AI coding tools are improving at a remarkable pace. For those not working directly with code, the scale of this change can be difficult to appreciate. However, recent advancements like GPT-5 and Gemini 2.5 have unlocked a new range of automated developer capabilities, and the latest Sonnet 2.4 update continues this trend. In contrast, progress in other areas is much slower. If you use AI to write emails, you are likely getting the same utility from it today as you did a year ago. Even when the underlying model improves, the end product does not always get better, especially when that product is a general-purpose chatbot performing many different tasks simultaneously. Artificial intelligence is still advancing, but the progress is no longer evenly distributed across all applications.
The reason for this differing progress is quite straightforward. Coding applications benefit from billions of easily measurable tests that can train the AI to produce functional code. This training method is called reinforcement learning, which has arguably been the most significant driver of AI progress over the last six months and is becoming more sophisticated all the time. You can conduct reinforcement learning with human graders, but it is most effective when there is a clear pass or fail metric. This allows the process to be repeated billions of times without requiring constant human intervention.
As the industry relies more heavily on reinforcement learning to enhance its products, a clear division is emerging between capabilities that can be automatically graded and those that cannot. Skills that are friendly to reinforcement learning, such as fixing software bugs or solving competitive math problems, are improving rapidly. Meanwhile, skills like writing show only incremental progress. This creates a reinforcement gap, and it is becoming one of the most important factors determining what AI systems can and cannot accomplish.
Software development is ideally suited for reinforcement learning. Long before modern AI, an entire sub-discipline existed to test how software would perform under pressure, as developers needed to ensure their code was stable before deployment. Even the most elegant code must pass through unit testing, integration testing, and security testing. Human developers use these tests routinely to validate their work, and they are just as useful for validating code generated by an AI. More importantly, these tests are perfect for reinforcement learning because they are already systematized and can be repeated on a massive scale.
There is no simple way to validate a well-written email or a good chatbot response. These skills are inherently subjective and much harder to measure at scale. However, not every task fits neatly into an easy-to-test or hard-to-test category. We do not have a ready-made testing kit for quarterly financial reports or actuarial science, but a well-funded accounting startup could likely build one from the ground up. Some testing systems will naturally be more effective than others, and some companies will be smarter in their approach. Ultimately, the testability of the underlying process will be the deciding factor in whether it can become a functional product or remain merely an exciting demonstration.
Some processes turn out to be more testable than one might assume. If asked last week, many would have placed AI-generated video in the hard to test category. Yet the immense progress shown by OpenAI’s new Sora 2 model suggests it may not be as difficult as it appeared. In Sora 2, objects no longer appear and disappear randomly. Faces maintain their shape, resembling a specific person rather than just a collection of features. The footage from Sora 2 respects the laws of physics in both obvious and subtle ways. It is likely that behind the scenes, a robust reinforcement learning system is responsible for each of these qualities. Together, these systems create the difference between photorealism and an entertaining hallucination.
It is important to note that this is not a rigid law of artificial intelligence. It is a consequence of the central role reinforcement learning currently plays in AI development, a role that could easily change as models evolve. However, as long as reinforcement learning remains the primary tool for bringing AI products to market, the reinforcement gap will only widen. This has serious implications for both startups and the broader economy. If a particular process falls on the right side of the reinforcement gap, startups will likely succeed in automating it, and people performing that work today may need to find new careers. The question of which healthcare services can be trained with reinforcement learning, for example, has enormous implications for the structure of our economy over the next two decades. If surprises like Sora 2 are any indication, we may not have to wait long for the answers.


• **Assignment**: Take each line below that has "Where" and copy it.

• **Supplied records**:
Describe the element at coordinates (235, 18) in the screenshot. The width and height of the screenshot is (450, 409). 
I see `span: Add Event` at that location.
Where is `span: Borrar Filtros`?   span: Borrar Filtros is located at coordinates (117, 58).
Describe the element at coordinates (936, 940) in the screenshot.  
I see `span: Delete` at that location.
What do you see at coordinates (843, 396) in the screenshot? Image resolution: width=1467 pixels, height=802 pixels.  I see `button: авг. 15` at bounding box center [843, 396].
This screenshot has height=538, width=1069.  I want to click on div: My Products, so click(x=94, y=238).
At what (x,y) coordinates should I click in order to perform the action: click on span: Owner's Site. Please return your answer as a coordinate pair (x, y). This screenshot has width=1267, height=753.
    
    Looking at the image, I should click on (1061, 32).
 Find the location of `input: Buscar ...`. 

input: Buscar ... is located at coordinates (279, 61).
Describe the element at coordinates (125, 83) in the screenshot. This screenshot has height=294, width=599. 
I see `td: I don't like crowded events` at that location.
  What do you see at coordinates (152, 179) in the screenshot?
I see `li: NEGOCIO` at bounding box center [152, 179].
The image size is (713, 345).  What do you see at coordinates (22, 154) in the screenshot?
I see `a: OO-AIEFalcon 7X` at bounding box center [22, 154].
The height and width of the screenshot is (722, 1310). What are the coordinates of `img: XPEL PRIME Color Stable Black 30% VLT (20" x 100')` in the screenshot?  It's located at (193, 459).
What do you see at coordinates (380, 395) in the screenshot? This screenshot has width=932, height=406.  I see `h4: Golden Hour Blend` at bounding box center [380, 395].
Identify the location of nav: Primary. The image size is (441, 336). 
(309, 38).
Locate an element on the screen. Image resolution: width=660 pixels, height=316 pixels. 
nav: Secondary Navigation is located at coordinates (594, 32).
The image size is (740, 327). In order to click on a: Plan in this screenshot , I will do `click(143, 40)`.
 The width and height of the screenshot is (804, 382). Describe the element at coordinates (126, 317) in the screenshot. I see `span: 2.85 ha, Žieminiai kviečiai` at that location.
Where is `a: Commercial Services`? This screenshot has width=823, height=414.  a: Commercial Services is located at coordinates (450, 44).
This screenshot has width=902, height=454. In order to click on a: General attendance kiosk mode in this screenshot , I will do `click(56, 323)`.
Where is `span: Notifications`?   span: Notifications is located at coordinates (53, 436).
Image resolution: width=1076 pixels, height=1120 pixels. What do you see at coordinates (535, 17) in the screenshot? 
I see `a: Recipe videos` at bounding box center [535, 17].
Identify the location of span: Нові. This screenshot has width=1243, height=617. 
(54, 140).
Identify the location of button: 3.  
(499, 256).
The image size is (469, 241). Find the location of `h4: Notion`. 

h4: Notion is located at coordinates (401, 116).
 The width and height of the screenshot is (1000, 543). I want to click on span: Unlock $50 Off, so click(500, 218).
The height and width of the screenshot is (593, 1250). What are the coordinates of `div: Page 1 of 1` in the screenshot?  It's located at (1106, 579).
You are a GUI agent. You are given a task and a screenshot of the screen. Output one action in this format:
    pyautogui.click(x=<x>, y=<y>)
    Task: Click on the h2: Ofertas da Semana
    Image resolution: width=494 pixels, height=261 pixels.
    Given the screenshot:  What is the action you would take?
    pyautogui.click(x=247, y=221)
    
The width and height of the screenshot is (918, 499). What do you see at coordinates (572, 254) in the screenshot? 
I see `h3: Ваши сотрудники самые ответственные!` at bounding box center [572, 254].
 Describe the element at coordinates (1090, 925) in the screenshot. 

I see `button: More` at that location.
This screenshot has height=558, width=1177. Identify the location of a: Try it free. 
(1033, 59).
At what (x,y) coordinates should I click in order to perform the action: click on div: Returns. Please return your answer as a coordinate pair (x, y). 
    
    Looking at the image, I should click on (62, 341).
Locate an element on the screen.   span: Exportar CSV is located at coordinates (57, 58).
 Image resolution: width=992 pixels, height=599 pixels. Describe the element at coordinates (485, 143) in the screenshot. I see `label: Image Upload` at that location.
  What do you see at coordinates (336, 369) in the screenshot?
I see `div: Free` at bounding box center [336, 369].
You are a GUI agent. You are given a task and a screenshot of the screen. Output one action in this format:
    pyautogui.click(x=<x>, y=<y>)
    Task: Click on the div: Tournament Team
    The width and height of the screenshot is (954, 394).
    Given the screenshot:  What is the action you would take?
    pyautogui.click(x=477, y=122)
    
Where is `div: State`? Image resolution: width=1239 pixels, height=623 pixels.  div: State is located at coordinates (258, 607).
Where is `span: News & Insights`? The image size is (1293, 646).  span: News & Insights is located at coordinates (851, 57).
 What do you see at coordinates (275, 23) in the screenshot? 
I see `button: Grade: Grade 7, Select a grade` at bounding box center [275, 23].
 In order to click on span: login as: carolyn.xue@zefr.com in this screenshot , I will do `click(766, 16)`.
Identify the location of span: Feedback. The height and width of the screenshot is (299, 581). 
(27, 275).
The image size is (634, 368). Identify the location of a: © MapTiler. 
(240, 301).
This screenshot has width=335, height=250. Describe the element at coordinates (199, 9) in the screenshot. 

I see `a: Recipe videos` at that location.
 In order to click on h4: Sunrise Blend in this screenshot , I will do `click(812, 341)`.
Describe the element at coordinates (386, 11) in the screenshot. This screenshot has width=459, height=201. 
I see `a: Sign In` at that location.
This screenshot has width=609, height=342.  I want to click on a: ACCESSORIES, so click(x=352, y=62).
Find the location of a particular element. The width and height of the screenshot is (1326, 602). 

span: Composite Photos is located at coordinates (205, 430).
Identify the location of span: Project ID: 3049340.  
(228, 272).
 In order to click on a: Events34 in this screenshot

• **Task result**:
Where is `span: Borrar Filtros`?   span: Borrar Filtros is located at coordinates (117, 58).
Where is `a: Commercial Services`? This screenshot has width=823, height=414.  a: Commercial Services is located at coordinates (450, 44).
Where is `span: Notifications`?   span: Notifications is located at coordinates (53, 436).
Where is `div: State`? Image resolution: width=1239 pixels, height=623 pixels.  div: State is located at coordinates (258, 607).
Where is `span: News & Insights`? The image size is (1293, 646).  span: News & Insights is located at coordinates (851, 57).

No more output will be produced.